Reinventing Socialism. Kornai, Wu Jinglian, and the global socialist reformers' network.Download PDF

Published: 24 Apr 2023, Last Modified: 24 Apr 2023Kornai95Readers: Everyone
Keywords: global history, China, Hungary, Eastern Europe, socialism, liberalism, economic reforms, political economy
TL;DR: Kornai as a representative of a liberal school of thought within the socialist world
Abstract: János Kornai was an influential voice of the liberal script from Budapest to Beijing. Kornai and his disciples within the socialist world envisioned a systemic transformation in their respective home countries and developed a holistic political economy for the (post)socialist world. In my PhD project on Chinese-Eastern European exchanges on (economic) reforms, I show that Kornai was only one among many reform minded economists advancing such an agenda. They established a network of reformers in the socialist world. I argue that whilst Hungarians experienced a systemic transformation, Chinese debates around reform socialism were suppressed with Tiananmen in 1989; leading to the development of a new type of socialist system in China. Hence, I proof that rather than being a post-1989 import from the West to the (post-)socialist world, liberal ideas existed and were exchanged from Eastern Europe to East Asia long before 1989. This led to a transnational debate on how to implement market principles in communist countries.
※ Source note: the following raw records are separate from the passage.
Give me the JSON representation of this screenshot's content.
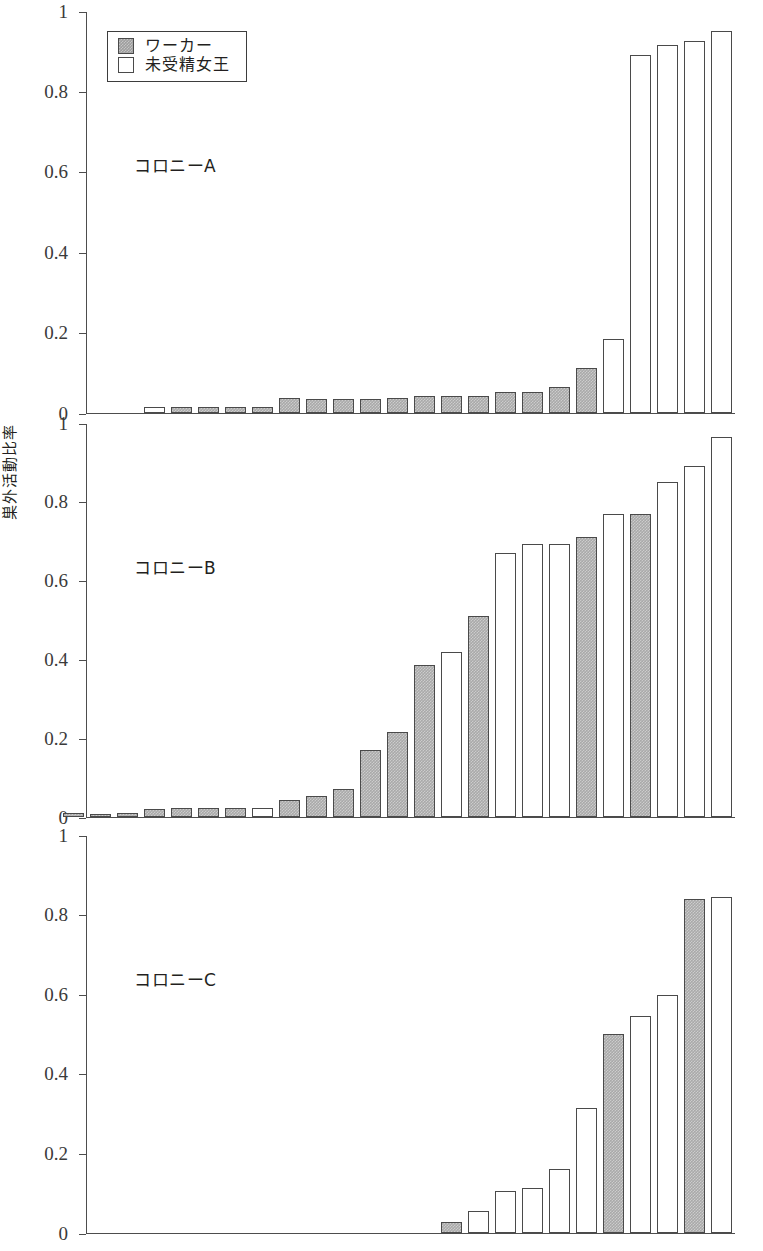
{
  "chart_data": {
    "type": "bar",
    "title": "",
    "ylabel": "巣外活動比率",
    "xlabel": "",
    "ylim": [
      0,
      1
    ],
    "ytick_labels": [
      "0",
      "0.2",
      "0.4",
      "0.6",
      "0.8",
      "1"
    ],
    "ytick_values": [
      0,
      0.2,
      0.4,
      0.6,
      0.8,
      1
    ],
    "grid": false,
    "legend_position": "top-left",
    "legend": [
      {
        "key": "worker",
        "label": "ワーカー",
        "fill": "#a9a9a9"
      },
      {
        "key": "queen",
        "label": "未受精女王",
        "fill": "#ffffff"
      }
    ],
    "panels": [
      {
        "id": "A",
        "label": "コロニーA",
        "categories": [
          "1",
          "2",
          "3",
          "4",
          "5",
          "6",
          "7",
          "8",
          "9",
          "10",
          "11",
          "12",
          "13",
          "14",
          "15",
          "16",
          "17",
          "18",
          "19",
          "20"
        ],
        "values": [
          0.012,
          0.012,
          0.012,
          0.012,
          0.013,
          0.035,
          0.033,
          0.033,
          0.033,
          0.034,
          0.04,
          0.04,
          0.04,
          0.05,
          0.05,
          0.062,
          0.11,
          0.182,
          0.89,
          0.915,
          0.925,
          0.95
        ],
        "types": [
          "queen",
          "worker",
          "worker",
          "worker",
          "worker",
          "worker",
          "worker",
          "worker",
          "worker",
          "worker",
          "worker",
          "worker",
          "worker",
          "worker",
          "worker",
          "worker",
          "worker",
          "queen",
          "queen",
          "queen",
          "queen",
          "queen"
        ]
      },
      {
        "id": "B",
        "label": "コロニーB",
        "categories": [
          "1",
          "2",
          "3",
          "4",
          "5",
          "6",
          "7",
          "8",
          "9",
          "10",
          "11",
          "12",
          "13",
          "14",
          "15",
          "16",
          "17",
          "18",
          "19",
          "20",
          "21",
          "22",
          "23",
          "24"
        ],
        "values": [
          0.007,
          0.005,
          0.007,
          0.018,
          0.021,
          0.021,
          0.021,
          0.021,
          0.041,
          0.052,
          0.07,
          0.168,
          0.215,
          0.383,
          0.418,
          0.51,
          0.668,
          0.692,
          0.692,
          0.71,
          0.768,
          0.768,
          0.85,
          0.89,
          0.965
        ],
        "types": [
          "worker",
          "worker",
          "worker",
          "worker",
          "worker",
          "worker",
          "worker",
          "queen",
          "worker",
          "worker",
          "worker",
          "worker",
          "worker",
          "worker",
          "queen",
          "worker",
          "queen",
          "queen",
          "queen",
          "worker",
          "queen",
          "worker",
          "queen",
          "queen",
          "queen"
        ]
      },
      {
        "id": "C",
        "label": "コロニーC",
        "categories": [
          "1",
          "2",
          "3",
          "4",
          "5",
          "6",
          "7",
          "8",
          "9"
        ],
        "values": [
          0.026,
          0.052,
          0.103,
          0.11,
          0.158,
          0.313,
          0.498,
          0.545,
          0.597,
          0.838,
          0.843
        ],
        "types": [
          "worker",
          "queen",
          "queen",
          "queen",
          "queen",
          "queen",
          "worker",
          "queen",
          "queen",
          "worker",
          "queen"
        ]
      }
    ]
  }
}
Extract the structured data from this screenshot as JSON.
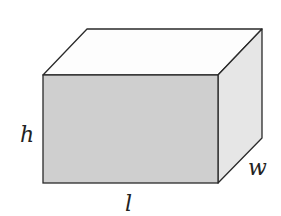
{
  "diagram": {
    "shape": "rectangular-prism",
    "labels": {
      "height": "h",
      "length": "l",
      "width": "w"
    },
    "colors": {
      "front_face": "#cfcfcf",
      "top_face": "#fdfdfd",
      "side_face": "#e6e6e6",
      "edge": "#2a2a2a",
      "label": "#222222"
    }
  }
}
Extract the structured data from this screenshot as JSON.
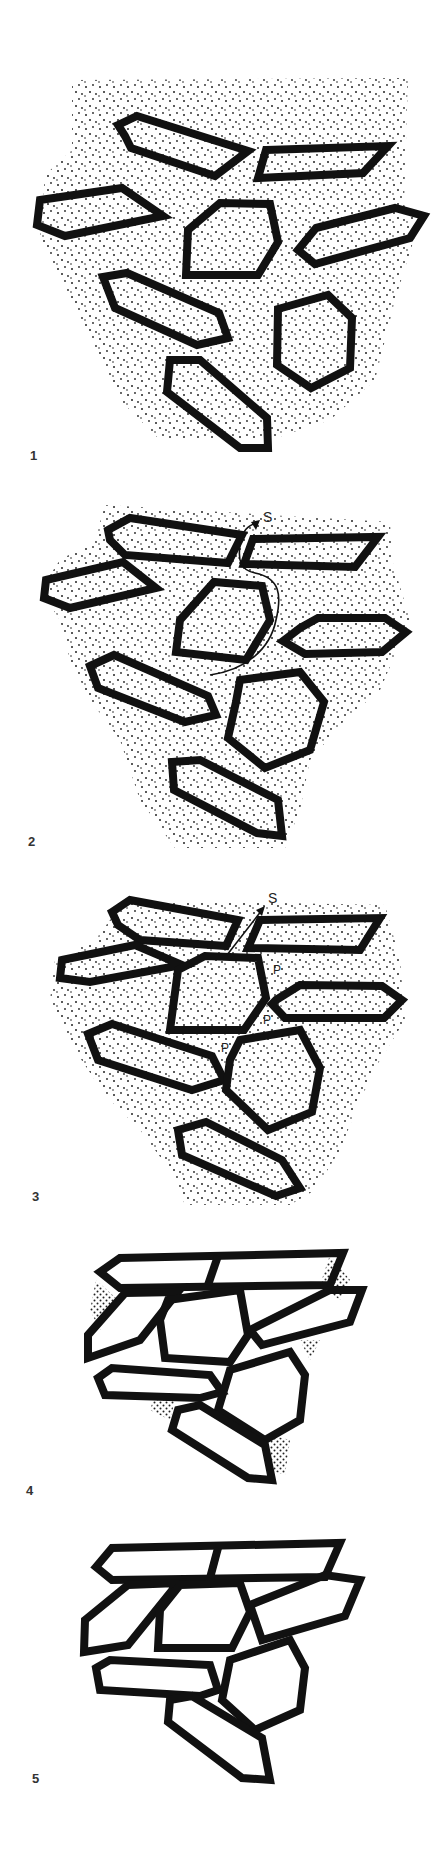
{
  "figure": {
    "panels": [
      {
        "id": 1,
        "label": "1",
        "stage": "loose grains in pore fluid"
      },
      {
        "id": 2,
        "label": "2",
        "stage": "grains settling, fluid escape path",
        "annotations": [
          "S"
        ]
      },
      {
        "id": 3,
        "label": "3",
        "stage": "grains contacting, pore spaces",
        "annotations": [
          "S",
          "P",
          "P",
          "P"
        ]
      },
      {
        "id": 4,
        "label": "4",
        "stage": "grains compacted, residual pore fluid"
      },
      {
        "id": 5,
        "label": "5",
        "stage": "fully compacted grain framework"
      }
    ],
    "annotations": {
      "escape_path_label": "S",
      "pore_label": "P"
    },
    "colors": {
      "outline": "#111111",
      "stipple": "#222222",
      "background": "#ffffff"
    }
  }
}
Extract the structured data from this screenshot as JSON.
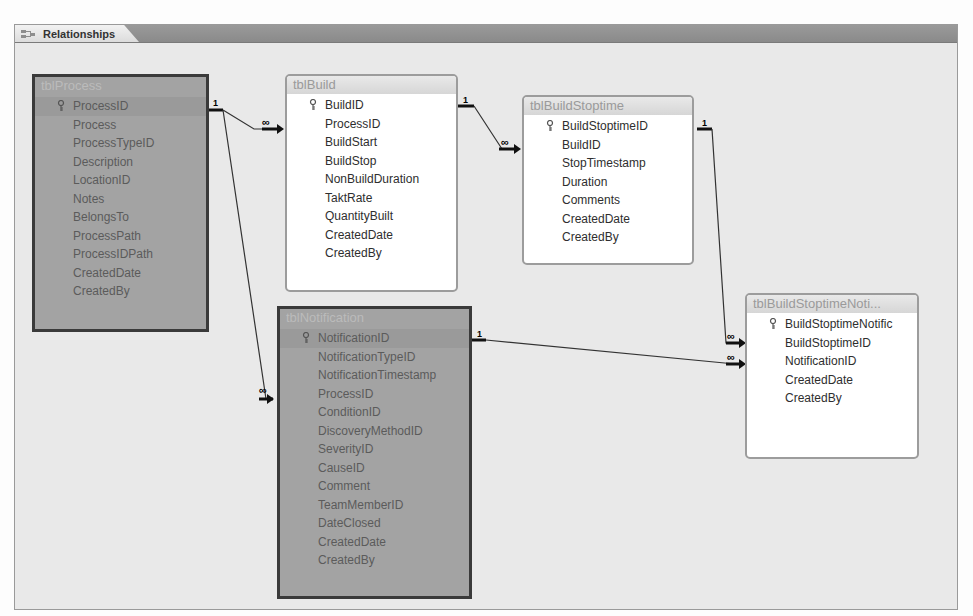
{
  "window": {
    "tab_label": "Relationships",
    "tab_icon": "relationships-icon"
  },
  "tables": {
    "tblProcess": {
      "title": "tblProcess",
      "selected": true,
      "fields": [
        "ProcessID",
        "Process",
        "ProcessTypeID",
        "Description",
        "LocationID",
        "Notes",
        "BelongsTo",
        "ProcessPath",
        "ProcessIDPath",
        "CreatedDate",
        "CreatedBy"
      ],
      "primary_key": "ProcessID"
    },
    "tblBuild": {
      "title": "tblBuild",
      "selected": false,
      "fields": [
        "BuildID",
        "ProcessID",
        "BuildStart",
        "BuildStop",
        "NonBuildDuration",
        "TaktRate",
        "QuantityBuilt",
        "CreatedDate",
        "CreatedBy"
      ],
      "primary_key": "BuildID"
    },
    "tblBuildStoptime": {
      "title": "tblBuildStoptime",
      "selected": false,
      "fields": [
        "BuildStoptimeID",
        "BuildID",
        "StopTimestamp",
        "Duration",
        "Comments",
        "CreatedDate",
        "CreatedBy"
      ],
      "primary_key": "BuildStoptimeID"
    },
    "tblBuildStoptimeNotification": {
      "title": "tblBuildStoptimeNoti...",
      "selected": false,
      "fields": [
        "BuildStoptimeNotific",
        "BuildStoptimeID",
        "NotificationID",
        "CreatedDate",
        "CreatedBy"
      ],
      "primary_key": "BuildStoptimeNotific"
    },
    "tblNotification": {
      "title": "tblNotification",
      "selected": true,
      "fields": [
        "NotificationID",
        "NotificationTypeID",
        "NotificationTimestamp",
        "ProcessID",
        "ConditionID",
        "DiscoveryMethodID",
        "SeverityID",
        "CauseID",
        "Comment",
        "TeamMemberID",
        "DateClosed",
        "CreatedDate",
        "CreatedBy"
      ],
      "primary_key": "NotificationID"
    }
  },
  "relationships": [
    {
      "from": "tblProcess.ProcessID",
      "to": "tblBuild.ProcessID",
      "one": "1",
      "many": "∞"
    },
    {
      "from": "tblProcess.ProcessID",
      "to": "tblNotification.ProcessID",
      "one": "1",
      "many": "∞"
    },
    {
      "from": "tblBuild.BuildID",
      "to": "tblBuildStoptime.BuildID",
      "one": "1",
      "many": "∞"
    },
    {
      "from": "tblBuildStoptime.BuildStoptimeID",
      "to": "tblBuildStoptimeNotification.BuildStoptimeID",
      "one": "1",
      "many": "∞"
    },
    {
      "from": "tblNotification.NotificationID",
      "to": "tblBuildStoptimeNotification.NotificationID",
      "one": "1",
      "many": "∞"
    }
  ],
  "labels": {
    "one": "1",
    "many": "∞"
  }
}
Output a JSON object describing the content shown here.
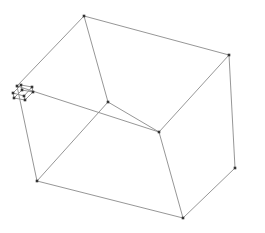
{
  "diagram": {
    "type": "wireframe-cube",
    "background": "#ffffff",
    "edge_color": "#8a8a8a",
    "vertex_color": "#333333",
    "large_cube": {
      "vertices": [
        [
          84,
          16
        ],
        [
          229,
          55
        ],
        [
          37,
          181
        ],
        [
          183,
          218
        ],
        [
          108,
          102
        ],
        [
          159,
          132
        ],
        [
          17,
          86
        ],
        [
          235,
          168
        ]
      ],
      "edges": [
        [
          0,
          1
        ],
        [
          0,
          4
        ],
        [
          1,
          7
        ],
        [
          1,
          5
        ],
        [
          4,
          2
        ],
        [
          2,
          3
        ],
        [
          3,
          7
        ],
        [
          4,
          5
        ],
        [
          5,
          3
        ],
        [
          6,
          0
        ],
        [
          6,
          2
        ],
        [
          6,
          5
        ]
      ]
    },
    "small_cube": {
      "vertices": [
        [
          21,
          85
        ],
        [
          32,
          87
        ],
        [
          13,
          93
        ],
        [
          24,
          96
        ],
        [
          22,
          90
        ],
        [
          33,
          92
        ],
        [
          14,
          98
        ],
        [
          25,
          100
        ]
      ],
      "edges": [
        [
          0,
          1
        ],
        [
          0,
          2
        ],
        [
          1,
          3
        ],
        [
          2,
          3
        ],
        [
          4,
          5
        ],
        [
          4,
          6
        ],
        [
          5,
          7
        ],
        [
          6,
          7
        ],
        [
          0,
          4
        ],
        [
          1,
          5
        ],
        [
          2,
          6
        ],
        [
          3,
          7
        ]
      ]
    }
  }
}
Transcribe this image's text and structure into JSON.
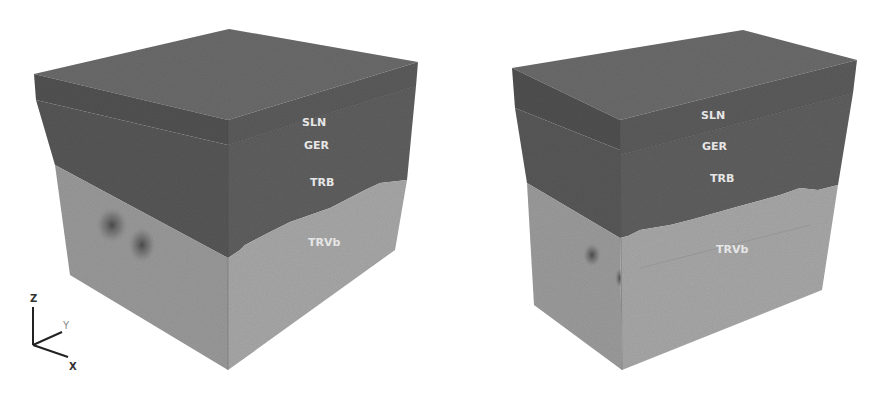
{
  "figure": {
    "colors": {
      "background": "#ffffff",
      "top_face": "#6a6a6a",
      "sln_layer_front": "#5a5a5a",
      "sln_layer_side": "#505050",
      "ger_trb_front": "#5e5e5e",
      "ger_trb_side": "#545454",
      "trvb_front": "#a3a3a3",
      "trvb_side": "#969696",
      "label_text": "#e6e6e6"
    }
  },
  "axes": {
    "z": "Z",
    "y": "Y",
    "x": "X"
  },
  "left_block": {
    "labels": {
      "sln": "SLN",
      "ger": "GER",
      "trb": "TRB",
      "trvb": "TRVb"
    }
  },
  "right_block": {
    "labels": {
      "sln": "SLN",
      "ger": "GER",
      "trb": "TRB",
      "trvb": "TRVb"
    }
  }
}
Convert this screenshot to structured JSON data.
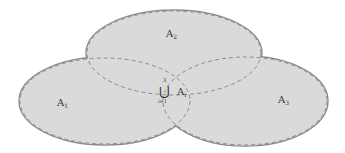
{
  "diagram": {
    "type": "venn",
    "colors": {
      "fill": "#dadada",
      "outline": "#8a8a8a",
      "dashed": "#8a8a8a",
      "text": "#333333"
    },
    "sets": [
      {
        "id": "A1",
        "label": "A",
        "subscript": "1",
        "cx": 105,
        "cy": 101,
        "rx": 86,
        "ry": 44
      },
      {
        "id": "A2",
        "label": "A",
        "subscript": "2",
        "cx": 174,
        "cy": 53,
        "rx": 88,
        "ry": 43
      },
      {
        "id": "A3",
        "label": "A",
        "subscript": "3",
        "cx": 245,
        "cy": 101,
        "rx": 83,
        "ry": 45
      }
    ],
    "union_label": {
      "symbol": "⋃",
      "upper": "3",
      "lower": "i=1",
      "operand": "A",
      "operand_subscript": "i"
    }
  }
}
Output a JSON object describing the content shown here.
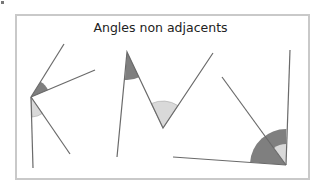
{
  "title": "Angles non adjacents",
  "colors": {
    "frame": "#c9c9c9",
    "line": "#6a6a6a",
    "dark_angle": "#7f7f7f",
    "light_angle": "#d9d9d9",
    "light_angle_stroke": "#a8a8a8"
  },
  "figures": [
    {
      "name": "figure-1",
      "vertex": [
        31,
        97
      ],
      "rays": [
        [
          64,
          44
        ],
        [
          95,
          70
        ],
        [
          35,
          168
        ],
        [
          70,
          154
        ]
      ],
      "dark_angle": "between rays to (64,44) and (95,70)",
      "light_angle": "between rays to (35,168) and (70,154)"
    },
    {
      "name": "figure-2",
      "polyline": [
        [
          117,
          157
        ],
        [
          127,
          52
        ],
        [
          163,
          128
        ],
        [
          213,
          53
        ]
      ],
      "dark_angle": "at (127,52)",
      "light_angle": "at (163,128)"
    },
    {
      "name": "figure-3",
      "vertex": [
        286,
        165
      ],
      "rays": [
        [
          290,
          50
        ],
        [
          173,
          157
        ],
        [
          222,
          77
        ]
      ],
      "dark_angle": "between rays to (173,157) and (290,50)",
      "light_angle": "between rays to (222,77) and (290,50)"
    }
  ]
}
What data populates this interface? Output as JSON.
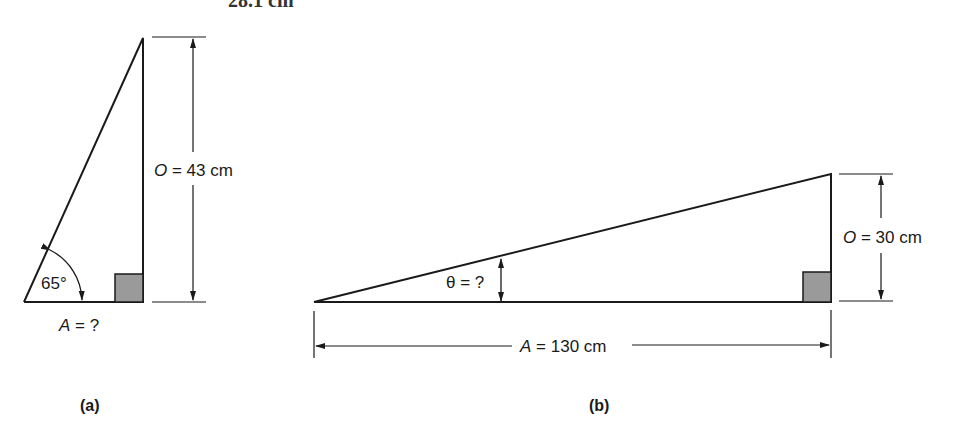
{
  "top_fragment": {
    "text": "28.1 cm"
  },
  "figure_a": {
    "caption": "(a)",
    "angle_label": "65°",
    "opposite_var": "O",
    "opposite_rest": " = 43 cm",
    "adjacent_var": "A",
    "adjacent_rest": " = ?"
  },
  "figure_b": {
    "caption": "(b)",
    "angle_label": "θ = ?",
    "opposite_var": "O",
    "opposite_rest": " = 30 cm",
    "adjacent_var": "A",
    "adjacent_rest": " = 130 cm"
  },
  "colors": {
    "line": "#1a1a1a",
    "right_angle_fill": "#9a9a9a"
  }
}
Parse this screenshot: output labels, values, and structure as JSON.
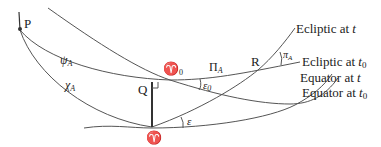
{
  "diagram": {
    "points": {
      "pole": "P",
      "q": "Q",
      "r": "R",
      "equinox_t": "♈",
      "equinox_t0_symbol": "♈",
      "equinox_t0_sub": "0"
    },
    "angles": {
      "psi": "ψ",
      "psi_sub": "A",
      "chi": "χ",
      "chi_sub": "A",
      "Pi": "Π",
      "Pi_sub": "A",
      "pi": "π",
      "pi_sub": "A",
      "eps0": "ε",
      "eps0_sub": "0",
      "eps": "ε"
    },
    "curve_labels": {
      "ecliptic_t_prefix": "Ecliptic at ",
      "ecliptic_t_var": "t",
      "ecliptic_t0_prefix": "Ecliptic at ",
      "ecliptic_t0_var": "t",
      "ecliptic_t0_sub": "0",
      "equator_t_prefix": "Equator at ",
      "equator_t_var": "t",
      "equator_t0_prefix": "Equator at ",
      "equator_t0_var": "t",
      "equator_t0_sub": "0"
    }
  }
}
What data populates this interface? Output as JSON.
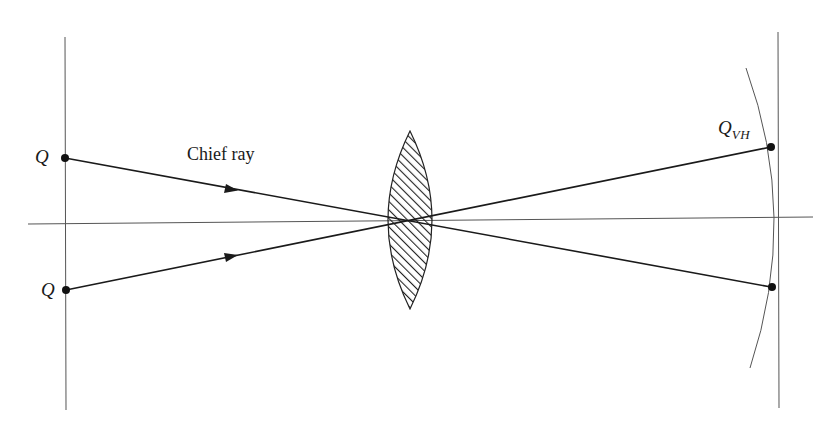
{
  "diagram": {
    "labels": {
      "object_point_upper": "Q",
      "object_point_lower": "Q",
      "chief_ray": "Chief ray",
      "image_point_main": "Q",
      "image_point_subscript": "VH"
    },
    "elements": {
      "object_plane": {
        "x": 65,
        "y_top": 37,
        "y_bottom": 410
      },
      "image_plane": {
        "x": 778,
        "y_top": 32,
        "y_bottom": 408
      },
      "optical_axis": {
        "x_start": 28,
        "y_start": 224,
        "x_end": 813,
        "y_end": 217
      },
      "lens": {
        "center_x": 410,
        "top_y": 131,
        "bottom_y": 309,
        "left_x": 381,
        "right_x": 439,
        "hatched": true
      },
      "ray_upper": {
        "from": [
          65,
          158
        ],
        "cross": [
          410,
          220
        ],
        "to": [
          771,
          147
        ]
      },
      "ray_lower": {
        "from": [
          66,
          290
        ],
        "cross": [
          410,
          220
        ],
        "to": [
          772,
          287
        ]
      },
      "image_surface_arc": {
        "top": [
          746,
          68
        ],
        "vertex": [
          780,
          217
        ],
        "bottom": [
          750,
          368
        ]
      },
      "arrows": [
        [
          230,
          189
        ],
        [
          230,
          257
        ]
      ]
    },
    "colors": {
      "line": "#1a1a1a",
      "thin_line": "#555555",
      "background": "#ffffff"
    }
  }
}
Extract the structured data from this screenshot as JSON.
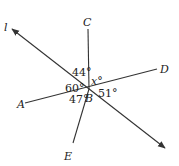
{
  "diagram": {
    "type": "geometry-lines-through-point",
    "points": {
      "A": "A",
      "B": "B",
      "C": "C",
      "D": "D",
      "E": "E"
    },
    "line_label": "l",
    "angles": {
      "l_C": "44°",
      "l_A": "60°",
      "A_E": "47°",
      "D_ray": "51°",
      "C_D": "x°"
    },
    "colors": {
      "stroke": "#333333",
      "text": "#222222",
      "background": "#ffffff"
    }
  }
}
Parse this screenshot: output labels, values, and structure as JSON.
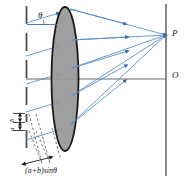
{
  "figure": {
    "labels": {
      "theta": "θ",
      "focus_point": "P",
      "axis_point": "O",
      "caption": "(a+b)sinθ",
      "slit_width": "a",
      "bar_width": "b"
    },
    "colors": {
      "ray": "#5b8fc9",
      "ray_dark": "#3a6ea5",
      "lens_fill": "#9a9a9a",
      "lens_stroke": "#1a1a1a",
      "grating": "#4d4d4d",
      "axis": "#6b6b6b",
      "screen": "#6b6b6b",
      "text": "#1a1a1a",
      "background": "#ffffff"
    },
    "geometry": {
      "lens_center_x": 65,
      "lens_center_y": 79,
      "lens_rx": 13,
      "lens_ry": 72,
      "grating_x": 26,
      "screen_x": 166,
      "axis_y": 79,
      "focus_x": 166,
      "focus_y": 35
    },
    "ray_count_incident": 5,
    "ray_count_converging": 5
  }
}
On the symposium, I plan to introduce my PhD project with a substantial focus on the academic friendship between Kornai and Wu Jinglian, one of the most influential advisors of Chinese market led reforms pre- and post-1989. The focus of my presentation will be the post 1989 influence of both Kornai and Wu, which will also form a subchapter of my PhD’s 5th chapter. Opposite to many of his reform-minded disciples, Wu remained influential post 1989, as he had reduced his reform advice to purely economic matters. Kornai, on the other hand, had travelled regularly to China from the mid-1980s to act as an academic advisor on market-oriented economic reforms. Later in his life, he came to regret his advice, as shown by his “Frankenstein” article in 2019. However, as I will show Kornai was one among many Eastern European reformers exchanging with Chinese partners on marketisation in socialist contexts, being drawn to China by historical processes.